When looking at a few issues related to accessibility in XWiki, I noticed that some style changes to the visual UI would be important for low vision users but a regression for most users (especially power users). Right now, XWiki does have an ‘Extra accessibility’ user preference. This preference toggles a couple CSS rules (increased font-size and all links underlined). However, in order to give good control to the user on how the content would be displayed, I think we should add some more of those user preferences related to accessibility. A higher granularity will allow a more customized experience that can be optimized for all kind of users and all kinds of conditions.
Proposal
This is why I propose to:
Remove the existing ‘extra accessibility’ preference
Add a category with multiple accessibility preferences in the User settings > Preferences
Include the ‘Font size’ and ‘link underlining’ preferences in this category
Clarifications
Here is an unpolished prototype with extra preferences, to get an idea of what these changes would bring once a few more accessibility preferences are added:
+1. I would start with a section inside the Preferences tab, as you proposed. We can later decide to create a new tab if the number of accessibility options increases a lot.
In your screenshot you have already 5 items related to Accessibility and I’m pretty sure that the page is already scrolling vertically. I think I would do the following:
Move accessibility to its own tab
Rename “Preferences” as “General” since a lot of tabs are about preferences so its name is already not perfect
AFAIK those 5 are just ideas of what we could put in the Accessibility section, but I’m not sure if we’ll implement all of them too soon (it could take years). We’ll probably start with one or two, so I don’t think it deserves a separate tab initially.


Problem description: In the material below, the required lines run from the one containing "You are a GUI" through the one containing "The width and". Copy those lines exactly, ends included, and nothing else.

Task material:
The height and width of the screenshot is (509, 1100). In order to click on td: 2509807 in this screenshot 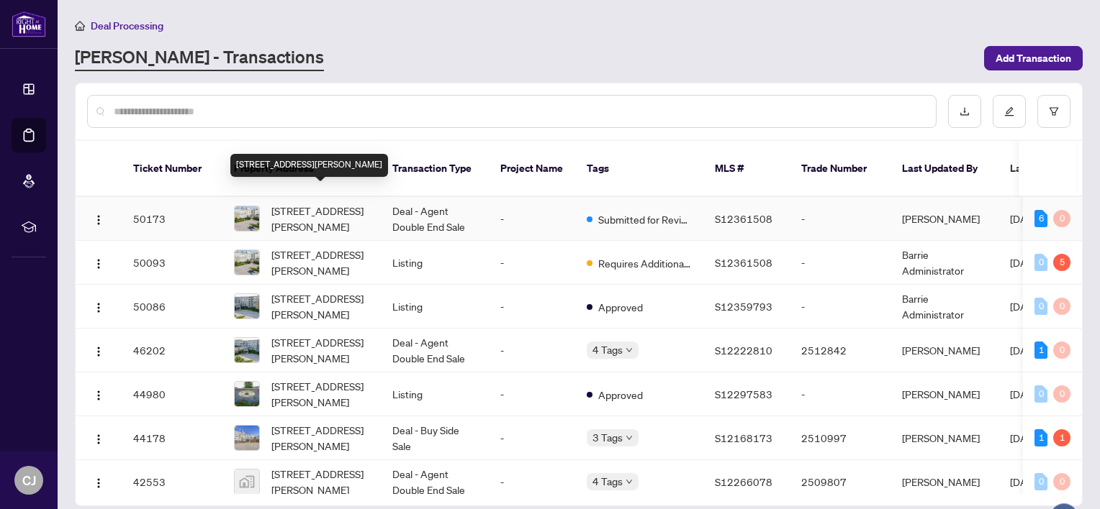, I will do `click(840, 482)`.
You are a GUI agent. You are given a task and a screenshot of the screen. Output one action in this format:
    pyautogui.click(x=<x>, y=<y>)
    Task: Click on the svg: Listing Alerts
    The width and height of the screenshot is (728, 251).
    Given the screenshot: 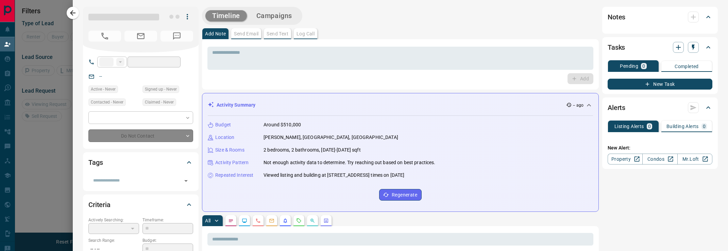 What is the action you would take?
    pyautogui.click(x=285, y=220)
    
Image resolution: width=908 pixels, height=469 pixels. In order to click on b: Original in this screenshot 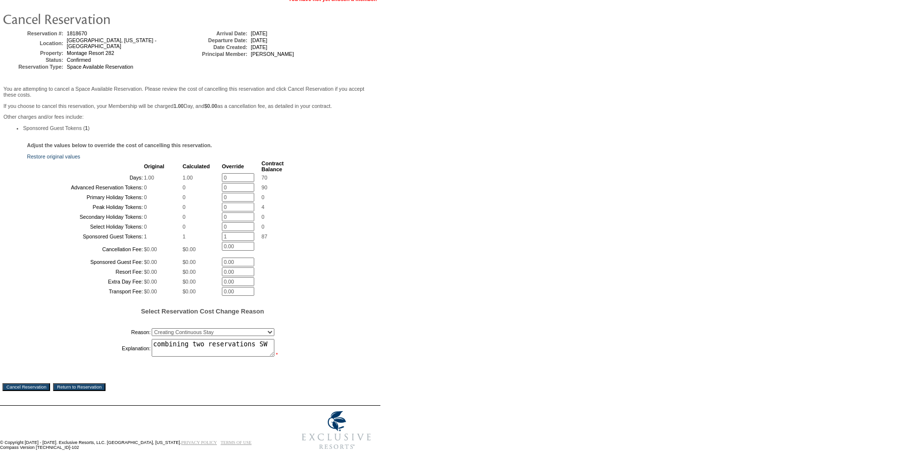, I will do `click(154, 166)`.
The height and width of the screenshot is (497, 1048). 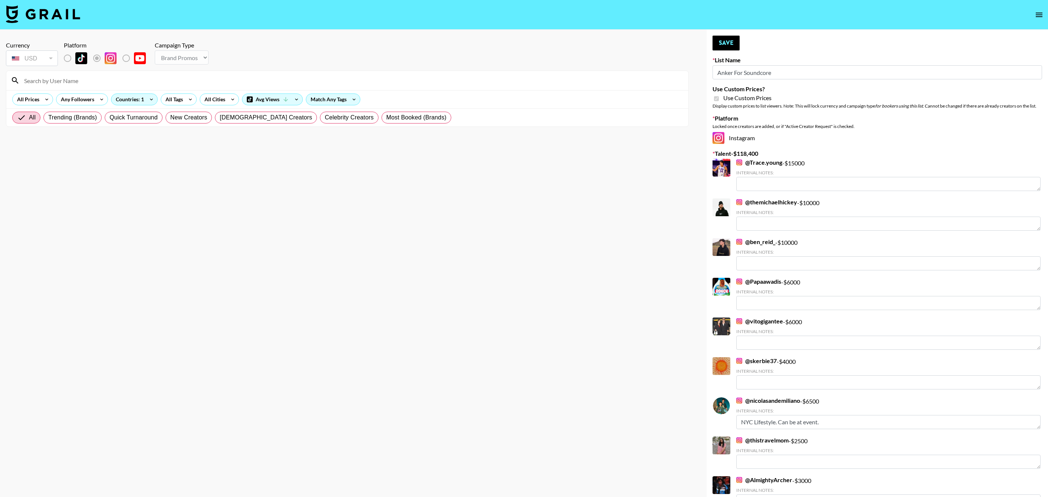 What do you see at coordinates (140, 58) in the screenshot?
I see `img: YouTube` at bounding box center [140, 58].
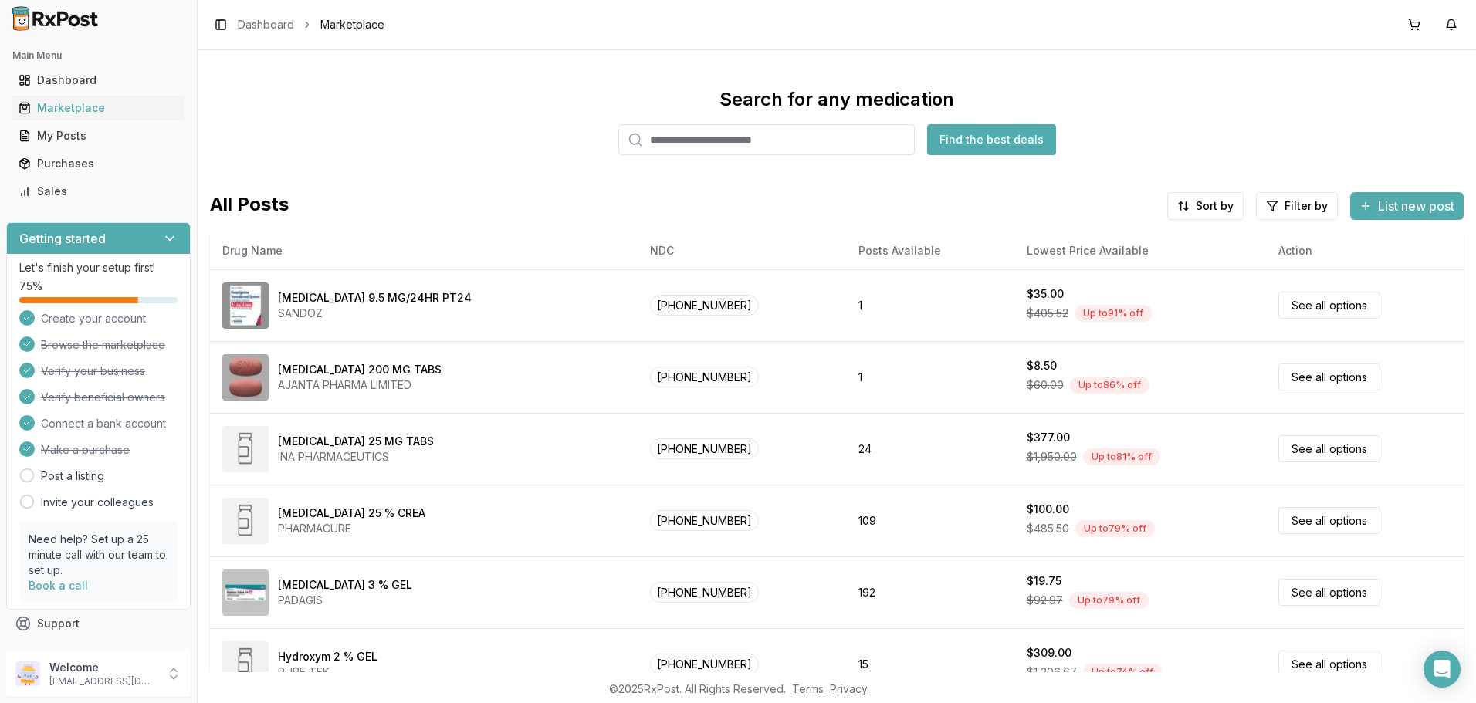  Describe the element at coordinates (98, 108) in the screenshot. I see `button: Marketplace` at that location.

Solution to this task:
You are a GUI agent. You are given a task and a screenshot of the screen. Output one action in this format:
    pyautogui.click(x=<x>, y=<y>)
    Task: Click on the svg: Listing Alerts
    The width and height of the screenshot is (728, 251).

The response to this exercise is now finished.